Gaelynn Lea: Learning How To Stay
The front of Gaelynn Lea’s new album shows a drawing of a little white fishing boat atop a blue sea, anchor chain disappearing into the depths, with a rich orange sky stretching away above. It might as well be painted on a charming handmade proscenium on the stage of a beloved community theater. Learning How to Stay has that kind of feel: winsome, twee and just a bit precious.
Lea has musical chops: she’s a classically trained violinist and she can carry a tune. Learning How to Stay includes a pair of instrumental tunes that focus on her violin playing. “Jim and Judy’s Wedding (Larry Unger),” a sweetly sentimental piece that sounds a little like Pachelbel’s Canon in D. The other is “Metsakukkia,” Lea’s take on a traditional Finnish number that is often played on accordion. Her rendition features violin, of course, and she evokes an old-world sensibility as she plays through dissonant passages and rich melodic figures. Of all the tracks on the album, “Metsakukkia” has the most depth and nuance.

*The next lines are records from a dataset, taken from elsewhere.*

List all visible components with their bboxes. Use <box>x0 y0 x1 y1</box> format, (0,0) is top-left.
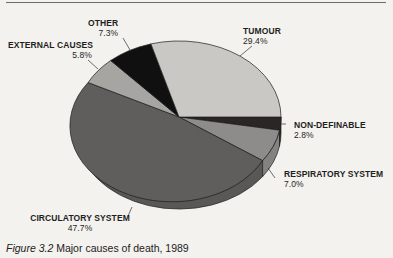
label-tumour: TUMOUR 29.4% <box>243 26 281 46</box>
label-other-name: OTHER <box>88 18 118 28</box>
label-nondef-name: NON-DEFINABLE <box>294 120 366 130</box>
label-resp-pct: 7.0% <box>284 179 383 189</box>
label-circ-name: CIRCULATORY SYSTEM <box>30 213 130 223</box>
label-resp-name: RESPIRATORY SYSTEM <box>284 169 383 179</box>
figure-caption-text: Major causes of death, 1989 <box>56 242 189 254</box>
label-respiratory: RESPIRATORY SYSTEM 7.0% <box>284 169 383 189</box>
label-external-pct: 5.8% <box>8 50 92 60</box>
figure-label: Figure 3.2 <box>6 242 53 254</box>
label-nondefinable: NON-DEFINABLE 2.8% <box>294 120 366 140</box>
label-other: OTHER 7.3% <box>88 18 118 38</box>
label-other-pct: 7.3% <box>88 28 118 38</box>
figure-caption: Figure 3.2 Major causes of death, 1989 <box>6 242 189 254</box>
label-nondef-pct: 2.8% <box>294 130 366 140</box>
label-external-name: EXTERNAL CAUSES <box>8 40 93 50</box>
label-tumour-pct: 29.4% <box>243 36 281 46</box>
label-circulatory: CIRCULATORY SYSTEM 47.7% <box>25 213 135 233</box>
label-circ-pct: 47.7% <box>25 223 135 233</box>
label-external: EXTERNAL CAUSES 5.8% <box>8 40 92 60</box>
label-tumour-name: TUMOUR <box>243 26 281 36</box>
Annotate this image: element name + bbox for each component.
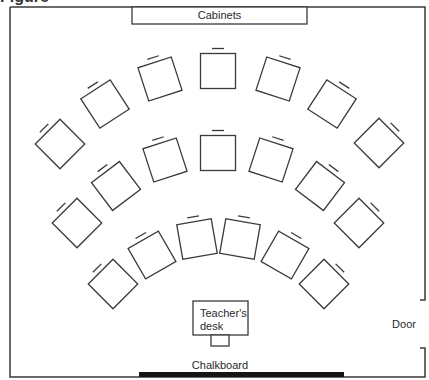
teachers-desk-label-1: Teacher's bbox=[200, 307, 247, 319]
desk-surface bbox=[334, 198, 383, 247]
desk-surface bbox=[299, 259, 348, 308]
chalkboard-label: Chalkboard bbox=[192, 359, 248, 371]
student-desk-back-7 bbox=[354, 115, 407, 168]
student-desks bbox=[32, 49, 408, 309]
student-desk-back-6 bbox=[308, 76, 359, 129]
chair-mark bbox=[98, 164, 108, 171]
desk-surface bbox=[88, 259, 137, 308]
desk-surface bbox=[295, 161, 344, 210]
student-desk-middle-6 bbox=[295, 157, 347, 210]
cabinets: Cabinets bbox=[132, 7, 307, 24]
desk-surface bbox=[249, 138, 293, 182]
teachers-desk-label-2: desk bbox=[200, 320, 224, 332]
student-desk-front-5 bbox=[261, 227, 311, 279]
chair-mark bbox=[279, 56, 290, 60]
desk-surface bbox=[52, 198, 101, 247]
chair-mark bbox=[187, 216, 199, 218]
chair-mark bbox=[291, 233, 301, 239]
desk-surface bbox=[81, 80, 129, 128]
desk-surface bbox=[354, 118, 403, 167]
teachers-chair bbox=[211, 335, 229, 346]
chair-mark bbox=[136, 233, 146, 239]
desk-surface bbox=[201, 54, 236, 89]
student-desk-back-2 bbox=[78, 76, 129, 129]
desk-surface bbox=[261, 231, 309, 279]
student-desk-front-2 bbox=[126, 227, 176, 279]
chair-mark bbox=[152, 137, 163, 141]
student-desk-back-4 bbox=[201, 49, 236, 89]
chair-mark bbox=[329, 164, 339, 171]
student-desk-middle-2 bbox=[88, 157, 140, 210]
desk-surface bbox=[138, 57, 182, 101]
chair-mark bbox=[93, 264, 101, 272]
chair-mark bbox=[336, 264, 344, 272]
door-label: Door bbox=[392, 318, 416, 330]
desk-surface bbox=[177, 219, 218, 260]
student-desk-middle-4 bbox=[201, 131, 236, 171]
desk-surface bbox=[308, 80, 356, 128]
student-desk-front-6 bbox=[299, 256, 352, 309]
student-desk-front-3 bbox=[176, 214, 217, 259]
chair-mark bbox=[391, 123, 399, 131]
chair-mark bbox=[238, 216, 250, 218]
student-desk-middle-5 bbox=[249, 133, 295, 182]
chair-mark bbox=[147, 56, 158, 60]
desk-surface bbox=[143, 138, 187, 182]
desk-surface bbox=[91, 161, 140, 210]
classroom-floor-plan: Cabinets Teacher's desk Door Chalkboard bbox=[0, 0, 429, 380]
chair-mark bbox=[88, 82, 98, 89]
chair-mark bbox=[57, 203, 65, 211]
chair-mark bbox=[339, 82, 349, 89]
desk-surface bbox=[35, 119, 84, 168]
desk-surface bbox=[256, 57, 300, 101]
chalkboard-bar bbox=[139, 372, 344, 377]
chair-mark bbox=[371, 203, 379, 211]
teachers-desk: Teacher's desk bbox=[193, 301, 248, 346]
student-desk-middle-3 bbox=[141, 133, 187, 182]
chalkboard: Chalkboard bbox=[139, 359, 344, 377]
cabinets-label: Cabinets bbox=[198, 9, 242, 21]
student-desk-front-1 bbox=[85, 256, 138, 309]
desk-surface bbox=[128, 231, 176, 279]
student-desk-back-5 bbox=[256, 52, 302, 101]
desk-surface bbox=[201, 136, 236, 171]
student-desk-back-1 bbox=[32, 116, 85, 169]
chair-mark bbox=[272, 137, 283, 141]
student-desk-middle-1 bbox=[49, 195, 102, 248]
student-desk-middle-7 bbox=[334, 195, 387, 248]
student-desk-front-4 bbox=[220, 214, 261, 259]
student-desk-back-3 bbox=[136, 52, 182, 101]
desk-surface bbox=[220, 219, 261, 260]
chair-mark bbox=[40, 124, 48, 132]
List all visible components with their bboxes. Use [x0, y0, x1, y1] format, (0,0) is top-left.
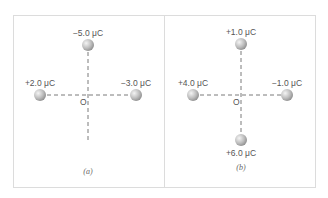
charge-sphere-icon	[281, 89, 293, 101]
panel-caption-b: (b)	[236, 163, 245, 172]
origin-label-b: O	[233, 97, 240, 107]
charge-label-b-top: +1.0 μC	[226, 27, 256, 37]
panel-b-axes	[193, 44, 287, 140]
charge-label-a-top: −5.0 μC	[73, 28, 103, 38]
charge-sphere-icon	[235, 38, 247, 50]
charge-sphere-icon	[82, 39, 94, 51]
charge-label-b-right: −1.0 μC	[272, 78, 302, 88]
charge-label-a-left: +2.0 μC	[25, 78, 55, 88]
charge-diagram	[0, 0, 328, 198]
panel-b-charges	[187, 38, 293, 146]
charge-label-b-bottom: +6.0 μC	[226, 148, 256, 158]
charge-sphere-icon	[235, 134, 247, 146]
charge-sphere-icon	[34, 89, 46, 101]
panel-caption-a: (a)	[83, 167, 92, 176]
charge-sphere-icon	[187, 89, 199, 101]
origin-label-a: O	[80, 97, 87, 107]
charge-label-a-right: −3.0 μC	[121, 78, 151, 88]
charge-label-b-left: +4.0 μC	[178, 78, 208, 88]
charge-sphere-icon	[130, 89, 142, 101]
panel-a-axes	[40, 45, 136, 143]
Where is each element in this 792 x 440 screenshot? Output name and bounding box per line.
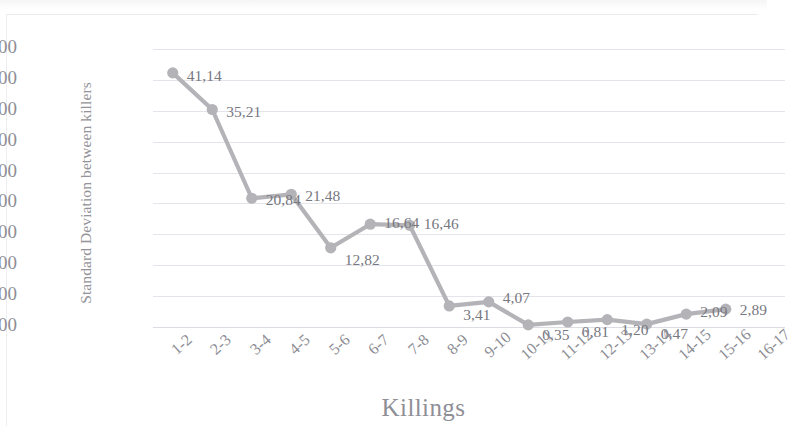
x-axis-title: Killings [40, 394, 792, 422]
data-point-marker [167, 67, 178, 78]
x-axis-tick-label-text: 2-3 [204, 328, 235, 359]
data-point-label: 4,07 [503, 289, 530, 307]
data-point-label: 20,84 [266, 191, 301, 209]
scan-border-top [6, 14, 758, 15]
plot-area: 0,005,0010,0015,0020,0025,0030,0035,0040… [153, 49, 785, 327]
x-axis-tick-label-text: 5-6 [323, 328, 354, 359]
y-axis-tick-label-text: 10,00 [0, 252, 17, 274]
y-axis-tick-label-text: 5,00 [0, 283, 17, 305]
y-axis-tick-label-text: 25,00 [0, 160, 17, 182]
cropped-title-remnant [0, 0, 767, 10]
x-axis-tick-label-text: 8-9 [441, 328, 472, 359]
data-point-label: 12,82 [345, 251, 380, 269]
data-point-marker [207, 104, 218, 115]
data-point-label: 16,46 [424, 215, 459, 233]
x-axis-tick-label-text: 9-10 [478, 325, 515, 361]
data-point-label: 35,21 [226, 103, 261, 121]
data-point-label: 2,09 [700, 303, 727, 321]
data-point-marker [681, 308, 692, 319]
data-point-marker [365, 219, 376, 230]
y-axis-tick-label-text: 20,00 [0, 190, 17, 212]
line-chart: Standard Deviation between killers 0,005… [40, 16, 792, 440]
x-axis-tick-label-text: 1-2 [165, 328, 196, 359]
x-axis-tick-label-text: 4-5 [283, 328, 314, 359]
data-point-label: 41,14 [187, 67, 222, 85]
x-axis-tick-label-text: 6-7 [362, 328, 393, 359]
y-axis-tick-label-text: 45,00 [0, 36, 17, 58]
data-point-label: 3,41 [463, 306, 490, 324]
y-axis-tick-label-text: 40,00 [0, 67, 17, 89]
y-axis-tick-label-text: 35,00 [0, 98, 17, 120]
y-axis-tick-label-text: 15,00 [0, 221, 17, 243]
y-axis-tick-label-text: 0,00 [0, 314, 17, 336]
data-point-marker [325, 242, 336, 253]
series-line [153, 49, 785, 327]
x-axis-tick-label-text: 3-4 [244, 328, 275, 359]
data-point-marker [246, 193, 257, 204]
data-point-label: 21,48 [305, 187, 340, 205]
x-axis-tick-label-text: 15-16 [712, 323, 754, 364]
data-point-label: 16,64 [384, 214, 419, 232]
data-point-marker [523, 319, 534, 330]
gridline [153, 327, 785, 328]
x-axis-tick-label-text: 7-8 [402, 328, 433, 359]
y-axis-title: Standard Deviation between killers [77, 43, 95, 343]
data-point-label: 2,89 [740, 301, 767, 319]
data-point-marker [444, 300, 455, 311]
x-axis-tick-label-text: 16-17 [751, 323, 792, 364]
y-axis-tick-label-text: 30,00 [0, 129, 17, 151]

For all her musical ability, there’s a stylized recital-music aesthetic to many of the songs on Learning How to Stay: Lea has a knack for pairing sing-songy melodies with wide-eyed lyrics steeped in self-actualization. She seeks throughout the album to be her best self, and she wants to help you do the same. Lea sings with wistful idealism on opener “Bound by a Thread,” gauzy layers of violin blending with her voice. A bounding mix of electric guitar, piano and drums carries “Dark to Light and Dark Again,” and Lea sings about how people can be so much more than they first appear to be, her vocals augmented here and there by a cutesy drum fill or a folksy guitar solo-harmonica breakdown. Wandering in the forest becomes a metaphor for self-discovery on “Lost in the Woods” as Lea issues exhortations over relentlessly upbeat piano comping. “Forgive yourself, but don’t give yourself away,” she advises on one of too many lyrical tropes that sound like something you’d see on a PowerPoint slide accompanying a motivational speaker.
As it happens, Lea is a public speaker who addresses disability awareness (she was born with a condition called osteogenesis imperfecta, or brittle bone disease, and adapted a cello-like technique for playing the violin). Her advocacy is a noble calling, and one that certainly cross-pollinates her music. As inspiring a figure as she is, though, Learning How to Stay bends too far toward sappy, reducing the strength of her message into a string of platitudes that are easy to swallow, and just as hard to remember later.